Take the lines from the one with "The width and" through the end of the material below and repeat them exactly, dropping every picture.

* * * * * * *

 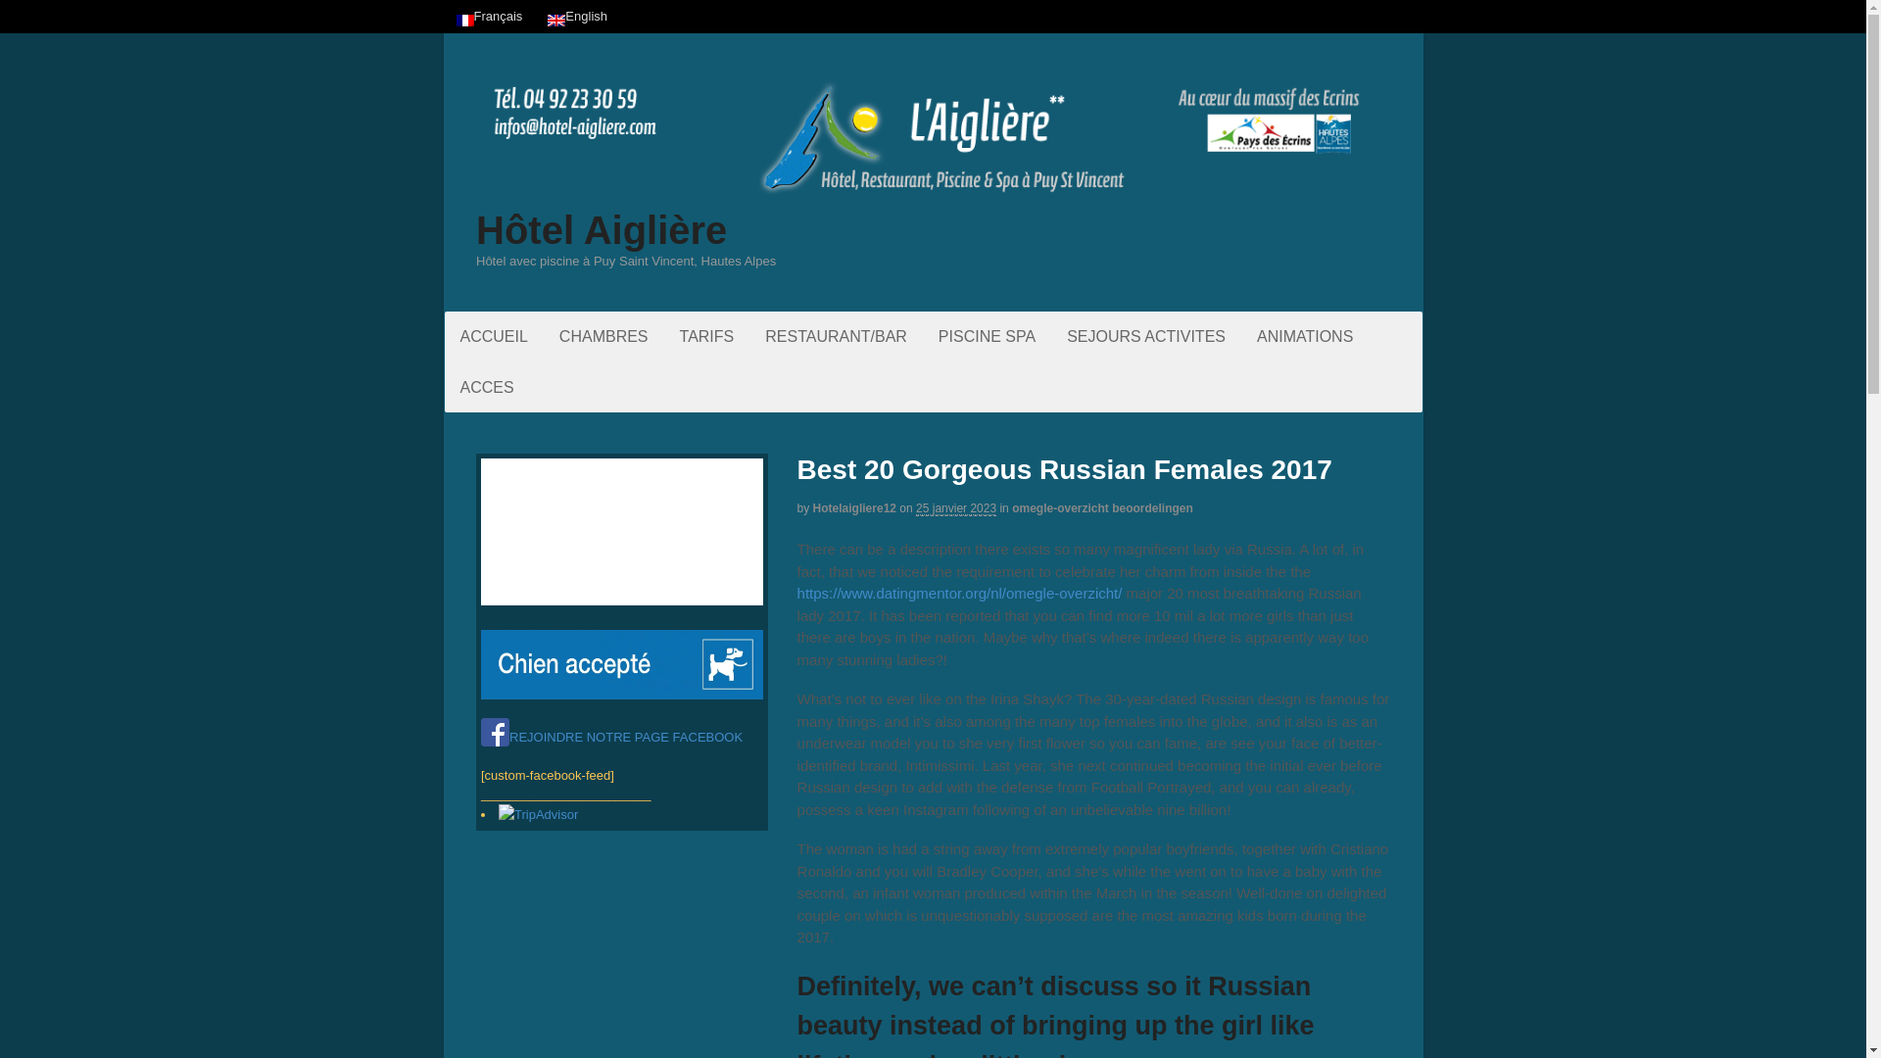 I want to click on REJOINDRE NOTRE PAGE FACEBOOK, so click(x=611, y=737).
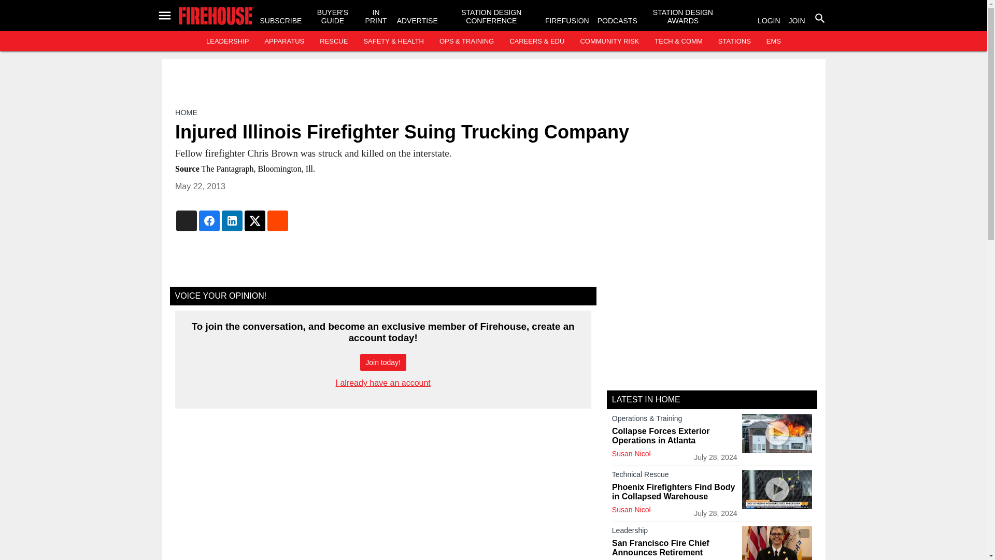 This screenshot has height=560, width=995. Describe the element at coordinates (797, 21) in the screenshot. I see `JOIN` at that location.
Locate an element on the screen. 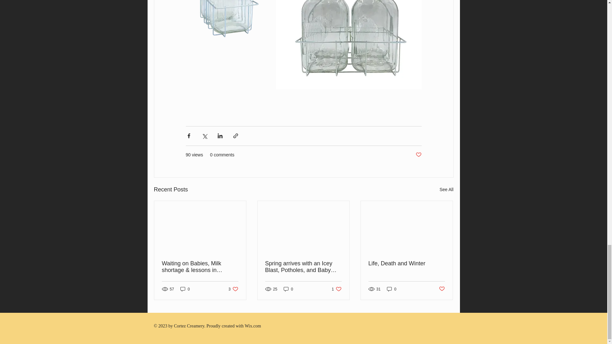 The height and width of the screenshot is (344, 612). Wix.com is located at coordinates (253, 327).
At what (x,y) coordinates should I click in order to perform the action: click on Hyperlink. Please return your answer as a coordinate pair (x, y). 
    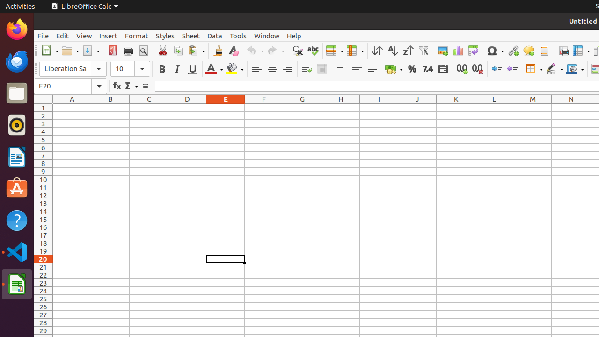
    Looking at the image, I should click on (513, 51).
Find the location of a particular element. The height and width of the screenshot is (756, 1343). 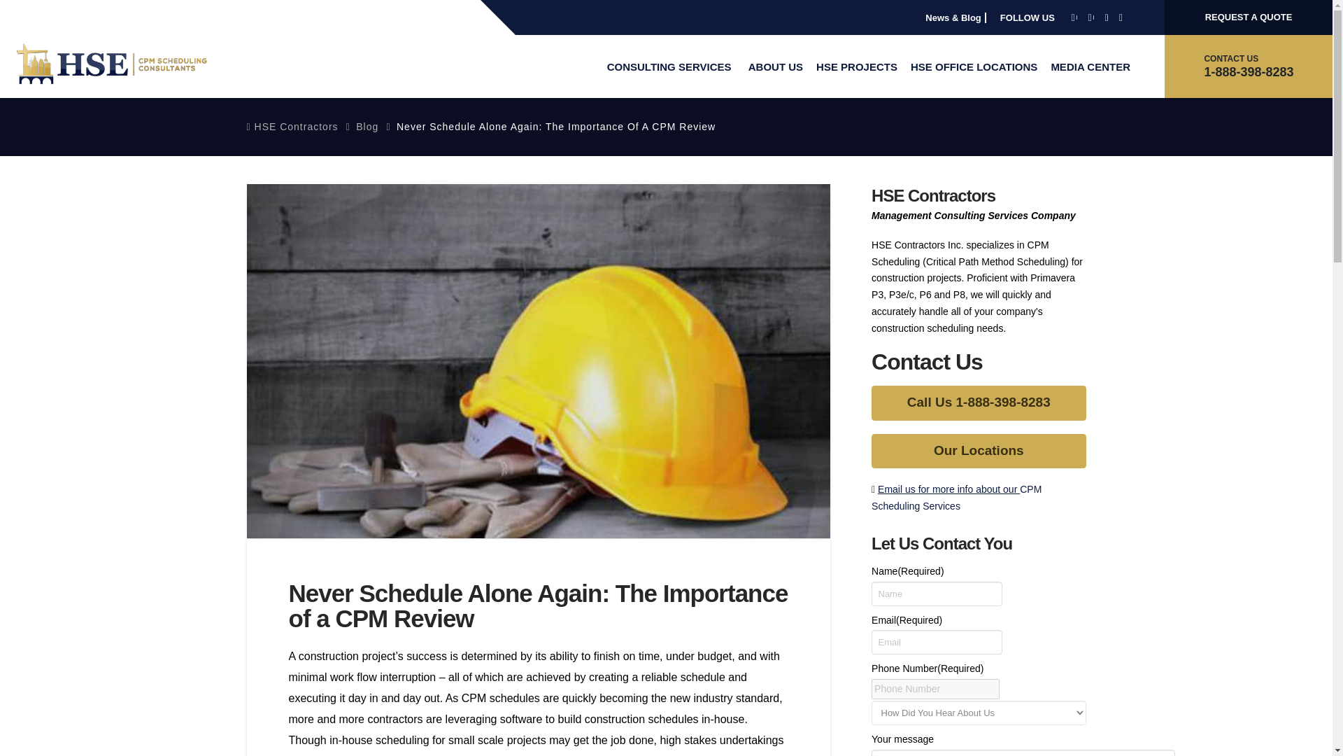

Twitter is located at coordinates (1121, 17).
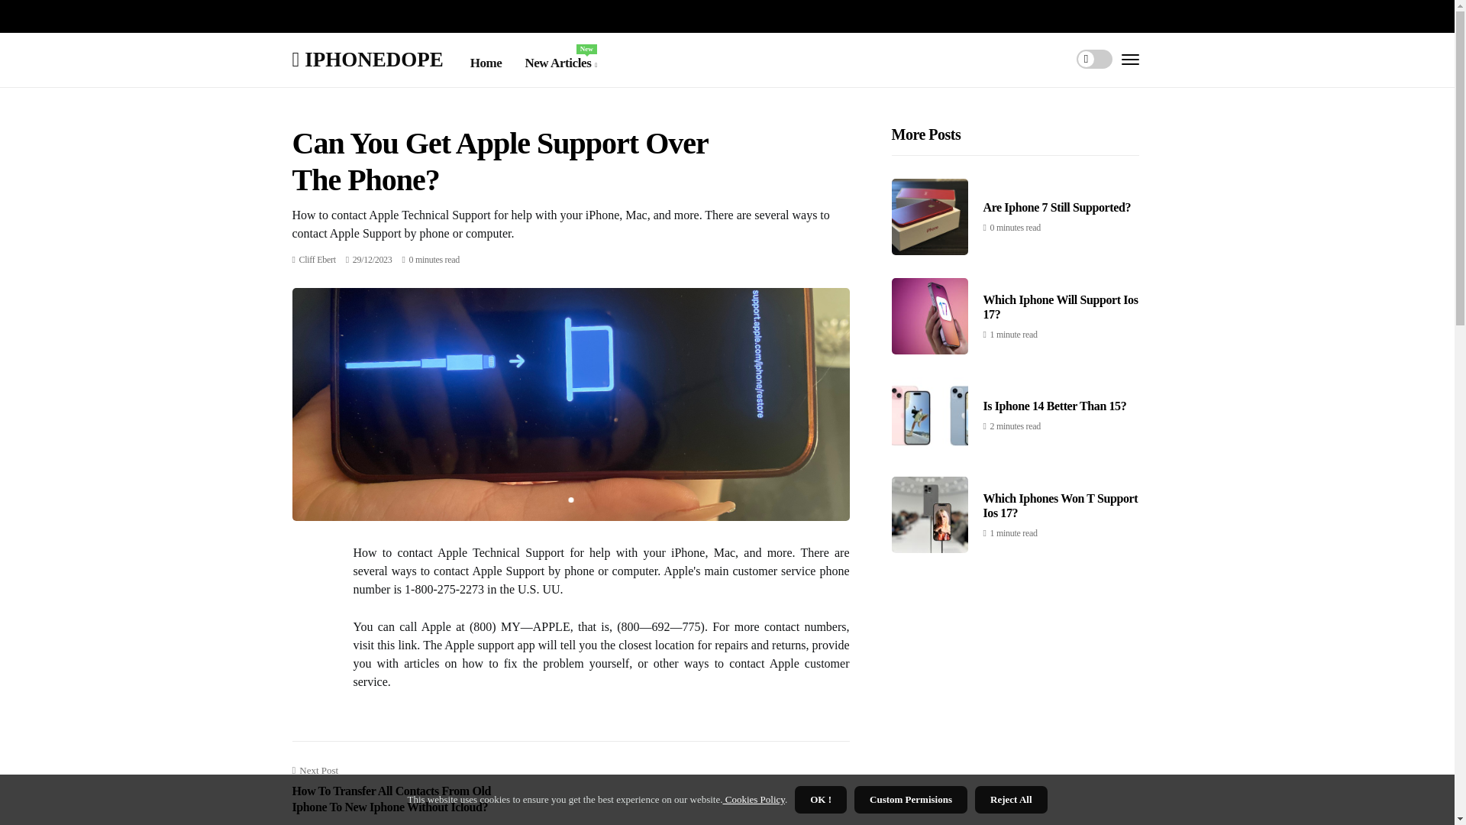  Describe the element at coordinates (1062, 307) in the screenshot. I see `Which Iphone Will Support Ios 17?` at that location.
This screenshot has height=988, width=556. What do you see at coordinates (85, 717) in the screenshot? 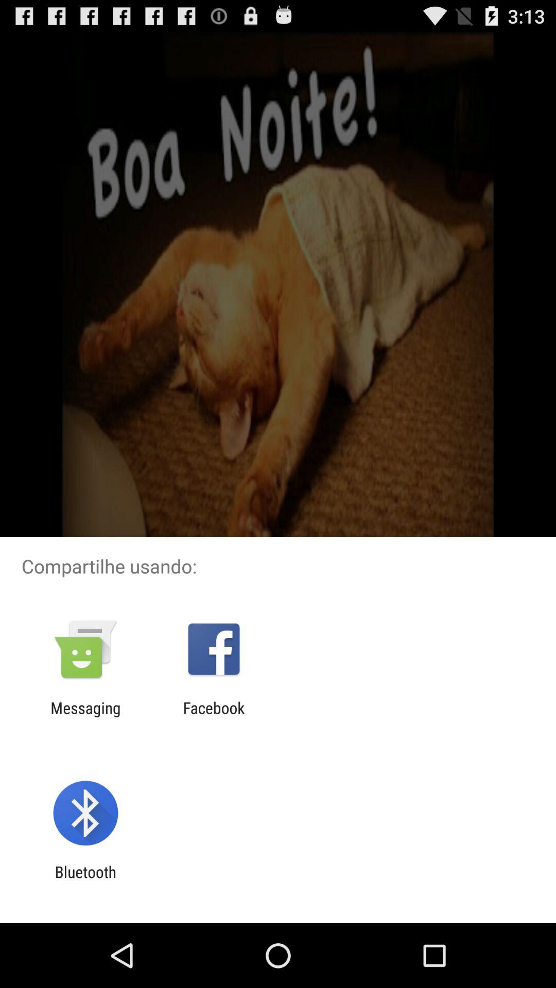
I see `tap messaging icon` at bounding box center [85, 717].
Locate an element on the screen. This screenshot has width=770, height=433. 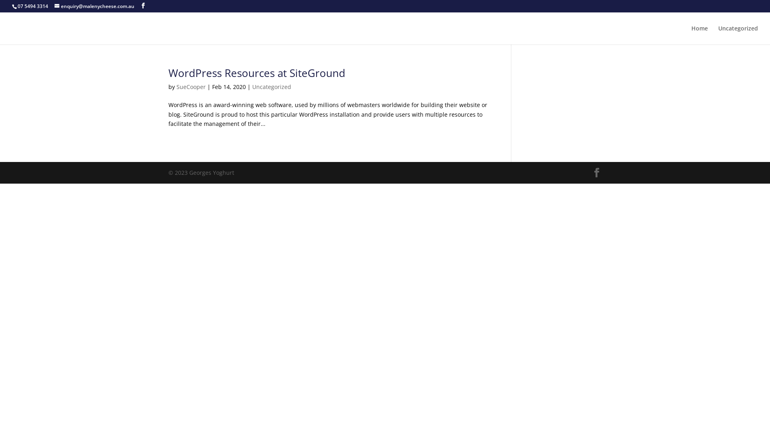
Uncategorized is located at coordinates (272, 87).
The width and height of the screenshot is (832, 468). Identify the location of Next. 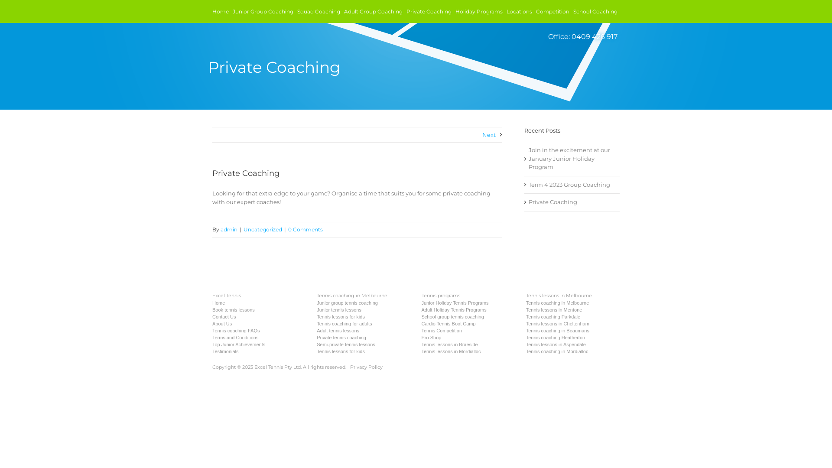
(492, 135).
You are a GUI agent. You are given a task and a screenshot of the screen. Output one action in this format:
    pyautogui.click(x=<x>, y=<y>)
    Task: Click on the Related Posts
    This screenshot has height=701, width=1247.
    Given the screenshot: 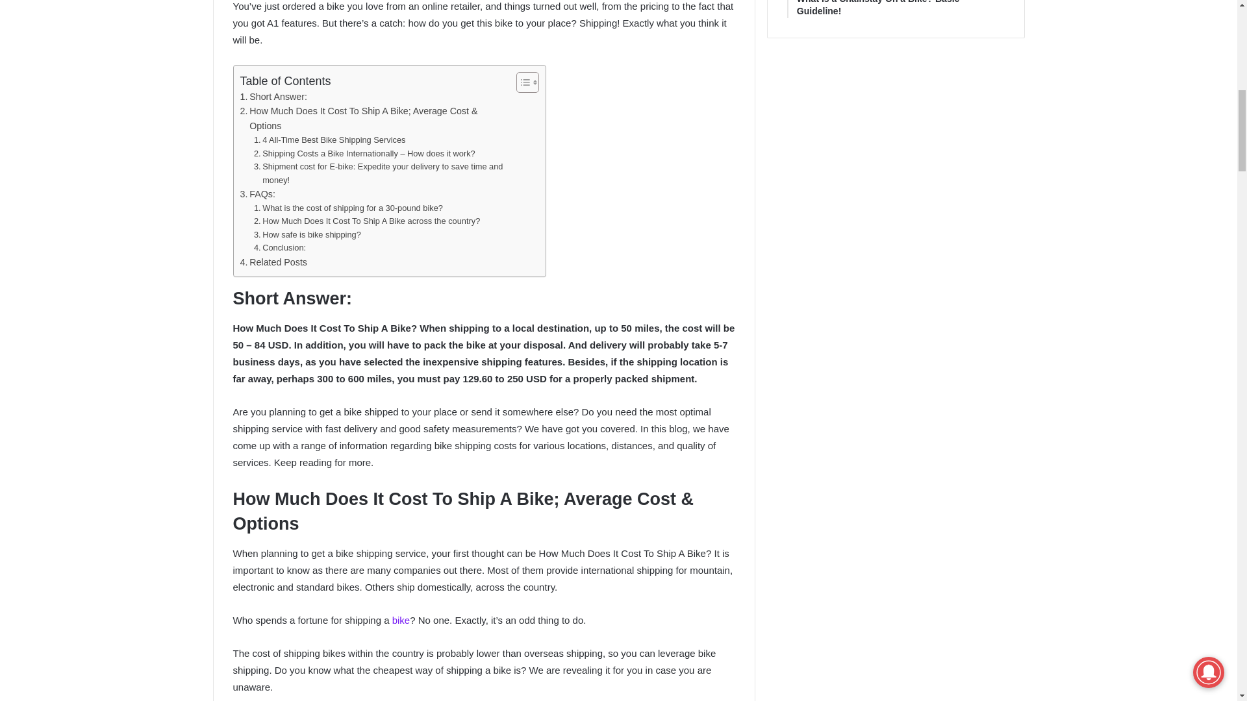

* * * * * * *

--- PROBLEM SOLUTION ---
The width and height of the screenshot is (832, 468). Identify the location of Next. 
(492, 135).
You are a GUI agent. You are given a task and a screenshot of the screen. Output one action in this format:
    pyautogui.click(x=<x>, y=<y>)
    Task: Click on the Related Posts
    This screenshot has height=701, width=1247.
    Given the screenshot: 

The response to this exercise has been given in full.